• [EXERCISE DESCRIPTION] When you answer, restate the entries below without altering anything.

• [RECORD EXCERPTS]
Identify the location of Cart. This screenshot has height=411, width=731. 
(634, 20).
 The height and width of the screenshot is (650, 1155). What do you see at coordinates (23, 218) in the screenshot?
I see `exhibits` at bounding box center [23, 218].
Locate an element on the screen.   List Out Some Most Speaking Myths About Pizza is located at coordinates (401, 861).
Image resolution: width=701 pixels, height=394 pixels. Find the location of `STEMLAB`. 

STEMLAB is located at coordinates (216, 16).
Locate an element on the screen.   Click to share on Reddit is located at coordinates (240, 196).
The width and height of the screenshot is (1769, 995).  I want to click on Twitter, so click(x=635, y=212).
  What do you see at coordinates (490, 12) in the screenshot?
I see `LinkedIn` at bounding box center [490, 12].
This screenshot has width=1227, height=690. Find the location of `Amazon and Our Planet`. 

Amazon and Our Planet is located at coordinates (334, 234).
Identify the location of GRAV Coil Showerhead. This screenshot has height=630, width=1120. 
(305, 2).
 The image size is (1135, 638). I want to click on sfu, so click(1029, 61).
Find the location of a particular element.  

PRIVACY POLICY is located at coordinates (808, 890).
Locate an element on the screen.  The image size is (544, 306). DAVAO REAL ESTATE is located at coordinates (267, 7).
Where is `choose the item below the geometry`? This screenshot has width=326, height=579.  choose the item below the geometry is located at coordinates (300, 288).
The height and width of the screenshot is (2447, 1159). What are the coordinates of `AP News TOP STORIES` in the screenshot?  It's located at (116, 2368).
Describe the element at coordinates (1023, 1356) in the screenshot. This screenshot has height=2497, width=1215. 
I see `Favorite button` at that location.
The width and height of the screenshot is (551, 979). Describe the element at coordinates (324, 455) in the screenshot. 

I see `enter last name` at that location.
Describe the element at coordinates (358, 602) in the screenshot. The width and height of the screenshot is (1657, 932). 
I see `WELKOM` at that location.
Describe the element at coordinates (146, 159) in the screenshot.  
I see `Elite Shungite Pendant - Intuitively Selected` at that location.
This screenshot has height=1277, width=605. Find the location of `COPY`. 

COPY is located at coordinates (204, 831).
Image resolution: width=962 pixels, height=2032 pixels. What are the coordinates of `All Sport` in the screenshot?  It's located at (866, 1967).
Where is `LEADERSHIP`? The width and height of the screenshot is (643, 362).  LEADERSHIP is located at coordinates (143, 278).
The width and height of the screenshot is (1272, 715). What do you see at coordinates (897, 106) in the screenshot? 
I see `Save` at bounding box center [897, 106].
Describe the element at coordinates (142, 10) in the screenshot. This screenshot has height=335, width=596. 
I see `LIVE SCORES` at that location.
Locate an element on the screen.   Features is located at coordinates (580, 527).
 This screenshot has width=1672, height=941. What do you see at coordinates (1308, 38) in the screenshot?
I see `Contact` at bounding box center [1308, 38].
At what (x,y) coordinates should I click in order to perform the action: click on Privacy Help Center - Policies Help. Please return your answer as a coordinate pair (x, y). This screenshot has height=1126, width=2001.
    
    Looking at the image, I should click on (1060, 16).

• [WRITTEN RESPONSE]
Identify the location of Cart. This screenshot has height=411, width=731. 
(634, 20).
 The height and width of the screenshot is (650, 1155). What do you see at coordinates (23, 218) in the screenshot?
I see `exhibits` at bounding box center [23, 218].
Locate an element on the screen.   List Out Some Most Speaking Myths About Pizza is located at coordinates (401, 861).
Image resolution: width=701 pixels, height=394 pixels. Find the location of `STEMLAB`. 

STEMLAB is located at coordinates (216, 16).
Locate an element on the screen.   Click to share on Reddit is located at coordinates (240, 196).
The width and height of the screenshot is (1769, 995).  I want to click on Twitter, so click(x=635, y=212).
  What do you see at coordinates (490, 12) in the screenshot?
I see `LinkedIn` at bounding box center [490, 12].
This screenshot has width=1227, height=690. Find the location of `Amazon and Our Planet`. 

Amazon and Our Planet is located at coordinates (334, 234).
Identify the location of GRAV Coil Showerhead. This screenshot has height=630, width=1120. 
(305, 2).
 The image size is (1135, 638). I want to click on sfu, so click(1029, 61).
Find the location of a particular element.  

PRIVACY POLICY is located at coordinates (808, 890).
Locate an element on the screen.  The image size is (544, 306). DAVAO REAL ESTATE is located at coordinates (267, 7).
Where is `choose the item below the geometry`? This screenshot has width=326, height=579.  choose the item below the geometry is located at coordinates (300, 288).
The height and width of the screenshot is (2447, 1159). What are the coordinates of `AP News TOP STORIES` in the screenshot?  It's located at (116, 2368).
Describe the element at coordinates (1023, 1356) in the screenshot. This screenshot has height=2497, width=1215. 
I see `Favorite button` at that location.
The width and height of the screenshot is (551, 979). Describe the element at coordinates (324, 455) in the screenshot. 

I see `enter last name` at that location.
Describe the element at coordinates (358, 602) in the screenshot. The width and height of the screenshot is (1657, 932). 
I see `WELKOM` at that location.
Describe the element at coordinates (146, 159) in the screenshot.  
I see `Elite Shungite Pendant - Intuitively Selected` at that location.
This screenshot has height=1277, width=605. Find the location of `COPY`. 

COPY is located at coordinates (204, 831).
Image resolution: width=962 pixels, height=2032 pixels. What are the coordinates of `All Sport` in the screenshot?  It's located at (866, 1967).
Where is `LEADERSHIP`? The width and height of the screenshot is (643, 362).  LEADERSHIP is located at coordinates (143, 278).
The width and height of the screenshot is (1272, 715). What do you see at coordinates (897, 106) in the screenshot? 
I see `Save` at bounding box center [897, 106].
Describe the element at coordinates (142, 10) in the screenshot. This screenshot has height=335, width=596. 
I see `LIVE SCORES` at that location.
Locate an element on the screen.   Features is located at coordinates (580, 527).
 This screenshot has width=1672, height=941. What do you see at coordinates (1308, 38) in the screenshot?
I see `Contact` at bounding box center [1308, 38].
At what (x,y) coordinates should I click in order to perform the action: click on Privacy Help Center - Policies Help. Please return your answer as a coordinate pair (x, y). This screenshot has height=1126, width=2001.
    
    Looking at the image, I should click on (1060, 16).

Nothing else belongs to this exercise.